Solution 2: proactive rebalancing
Even with smart initial placement, usage patterns can change over time. To handle this, S3 employs proactive rebalancing. This is guided by a key observation: newer data is almost always "hotter" (accessed more frequently) than older data.
AWS leverages this insight in two ways:
- Routine Maintenance: S3's background processes are constantly at work. They identify old, "cold" data that is rarely accessed and migrate it to less busy, archival-tier disks. This frees up space on the high-performance "hot" disks for new data that is likely to be accessed frequently.
- Hardware Expansion: When AWS adds a new, empty server rack to its infrastructure, the system immediately begins rebalancing. It identifies the most heavily loaded existing disks and starts migrating some of their data shards to the new, empty drives. This process evenly distributes the load across the newly expanded fleet.
Solution 3: workload decorrelation at massive scale
The final piece of the puzzle is a statistical phenomenon that only emerges at S3's immense scale: workload decorrelation. While the workload of a single user or application can be very "bursty"—with periods of inactivity followed by sudden, intense spikes in requests—the aggregate workload of the entire S3 system is remarkably stable and predictable.
This is an application of the Law of Large Numbers. Because S3 is serving millions of independent customers, the random peaks of one customer's workload are offset by the random valleys of another's. All these uncorrelated bursts average each other out. The result is that the overall load on the S3 system is smooth and lacks the extreme peaks that would otherwise cause hot partitions. This natural stabilization allows the S3 team to provision capacity with high confidence and run their infrastructure with exceptional efficiency. It's a powerful advantage that can only be leveraged by a system operating at a planetary scale.
Final thoughts
The story of AWS S3 is a masterclass in systems design. It shows that with a deep understanding of hardware fundamentals and clever software engineering, you can build one of the world's highest-performing systems on top of modest, inexpensive hardware. The decision to use HDDs, driven by economics, forced a cascade of brilliant architectural choices that ultimately defined the service's success.
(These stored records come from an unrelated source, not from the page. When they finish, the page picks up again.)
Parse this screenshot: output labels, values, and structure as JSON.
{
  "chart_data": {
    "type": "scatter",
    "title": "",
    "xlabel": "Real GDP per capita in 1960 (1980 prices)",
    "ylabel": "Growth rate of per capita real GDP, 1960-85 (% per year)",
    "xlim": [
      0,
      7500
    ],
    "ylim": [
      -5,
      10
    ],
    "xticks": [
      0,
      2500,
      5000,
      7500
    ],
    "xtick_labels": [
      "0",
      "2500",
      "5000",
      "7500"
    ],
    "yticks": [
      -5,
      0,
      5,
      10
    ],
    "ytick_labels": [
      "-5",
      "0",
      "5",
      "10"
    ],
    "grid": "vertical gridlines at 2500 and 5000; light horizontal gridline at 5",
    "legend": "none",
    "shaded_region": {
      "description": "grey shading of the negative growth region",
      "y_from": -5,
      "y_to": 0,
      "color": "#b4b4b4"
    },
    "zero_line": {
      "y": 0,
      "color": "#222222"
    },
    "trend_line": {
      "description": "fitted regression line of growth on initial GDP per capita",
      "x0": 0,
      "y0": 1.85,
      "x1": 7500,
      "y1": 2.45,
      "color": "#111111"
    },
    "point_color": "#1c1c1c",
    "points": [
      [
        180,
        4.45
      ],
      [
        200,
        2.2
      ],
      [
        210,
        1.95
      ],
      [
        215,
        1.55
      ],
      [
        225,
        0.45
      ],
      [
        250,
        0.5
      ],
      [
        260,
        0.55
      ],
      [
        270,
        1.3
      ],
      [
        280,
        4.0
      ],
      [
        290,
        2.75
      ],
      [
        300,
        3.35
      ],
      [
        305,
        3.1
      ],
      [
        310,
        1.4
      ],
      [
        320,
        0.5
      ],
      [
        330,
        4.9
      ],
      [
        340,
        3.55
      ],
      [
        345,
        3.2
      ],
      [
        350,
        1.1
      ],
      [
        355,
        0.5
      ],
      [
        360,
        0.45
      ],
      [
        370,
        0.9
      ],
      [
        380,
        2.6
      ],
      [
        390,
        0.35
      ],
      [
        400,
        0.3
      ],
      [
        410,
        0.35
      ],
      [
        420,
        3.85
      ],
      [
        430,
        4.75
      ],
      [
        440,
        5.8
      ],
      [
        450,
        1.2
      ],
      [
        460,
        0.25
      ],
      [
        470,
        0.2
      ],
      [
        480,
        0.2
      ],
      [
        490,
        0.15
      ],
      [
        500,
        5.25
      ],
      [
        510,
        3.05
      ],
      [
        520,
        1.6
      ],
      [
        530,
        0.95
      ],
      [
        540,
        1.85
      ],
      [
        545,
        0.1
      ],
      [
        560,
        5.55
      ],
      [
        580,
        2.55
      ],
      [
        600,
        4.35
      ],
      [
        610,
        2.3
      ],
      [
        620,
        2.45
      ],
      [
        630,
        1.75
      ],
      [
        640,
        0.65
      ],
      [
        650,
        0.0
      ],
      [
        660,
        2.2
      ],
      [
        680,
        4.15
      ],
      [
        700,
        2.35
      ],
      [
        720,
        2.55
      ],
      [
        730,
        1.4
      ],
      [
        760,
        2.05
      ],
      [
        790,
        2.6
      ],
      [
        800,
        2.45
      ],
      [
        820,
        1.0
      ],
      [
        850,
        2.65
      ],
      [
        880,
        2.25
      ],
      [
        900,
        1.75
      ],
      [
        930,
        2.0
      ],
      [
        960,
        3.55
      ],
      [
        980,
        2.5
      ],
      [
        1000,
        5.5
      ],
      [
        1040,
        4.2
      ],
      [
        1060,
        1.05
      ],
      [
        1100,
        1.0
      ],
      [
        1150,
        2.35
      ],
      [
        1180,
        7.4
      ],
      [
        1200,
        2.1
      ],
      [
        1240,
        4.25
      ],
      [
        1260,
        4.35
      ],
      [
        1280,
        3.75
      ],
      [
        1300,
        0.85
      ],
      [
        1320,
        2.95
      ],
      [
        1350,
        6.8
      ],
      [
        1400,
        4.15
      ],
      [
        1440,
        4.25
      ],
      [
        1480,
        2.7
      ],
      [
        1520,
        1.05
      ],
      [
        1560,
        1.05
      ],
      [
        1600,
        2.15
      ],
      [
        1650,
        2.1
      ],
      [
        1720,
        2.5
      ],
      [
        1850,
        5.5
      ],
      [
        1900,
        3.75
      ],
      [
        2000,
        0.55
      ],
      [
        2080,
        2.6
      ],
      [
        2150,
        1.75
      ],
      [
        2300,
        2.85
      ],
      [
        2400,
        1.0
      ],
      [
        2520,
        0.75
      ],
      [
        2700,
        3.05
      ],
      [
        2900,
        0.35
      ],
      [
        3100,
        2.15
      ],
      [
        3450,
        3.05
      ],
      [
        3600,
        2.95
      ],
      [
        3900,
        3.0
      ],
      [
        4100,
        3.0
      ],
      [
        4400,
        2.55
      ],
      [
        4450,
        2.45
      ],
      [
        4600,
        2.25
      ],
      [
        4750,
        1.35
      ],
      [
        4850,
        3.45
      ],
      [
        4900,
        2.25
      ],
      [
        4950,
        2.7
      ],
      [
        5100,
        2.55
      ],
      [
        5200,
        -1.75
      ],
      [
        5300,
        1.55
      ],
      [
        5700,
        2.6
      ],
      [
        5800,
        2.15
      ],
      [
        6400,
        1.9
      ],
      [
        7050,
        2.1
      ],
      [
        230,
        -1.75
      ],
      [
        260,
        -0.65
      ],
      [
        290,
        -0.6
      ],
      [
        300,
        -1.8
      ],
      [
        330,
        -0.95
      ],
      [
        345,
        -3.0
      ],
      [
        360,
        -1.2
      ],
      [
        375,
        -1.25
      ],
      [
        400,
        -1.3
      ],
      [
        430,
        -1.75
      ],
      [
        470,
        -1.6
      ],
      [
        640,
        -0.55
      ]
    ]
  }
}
By embracing the sequential nature of HDDs with a log-structured design, S3 made writing data incredibly efficient. By overcoming the read bottleneck with massive parallelism and the fault tolerance of erasure coding, it achieved exceptional throughput and durability. And finally, by taming the complexity of a million-disk system with smart randomization, proactive rebalancing, and the statistical power of workload decorrelation, it ensured stability and consistent performance at a scale few can imagine.
The next time you upload a file to S3, remember that it's being intelligently fragmented, encoded, and distributed across a vast fleet of spinning disks, not just "saved" in one place. All of this is orchestrated by one of the most sophisticated software systems ever built.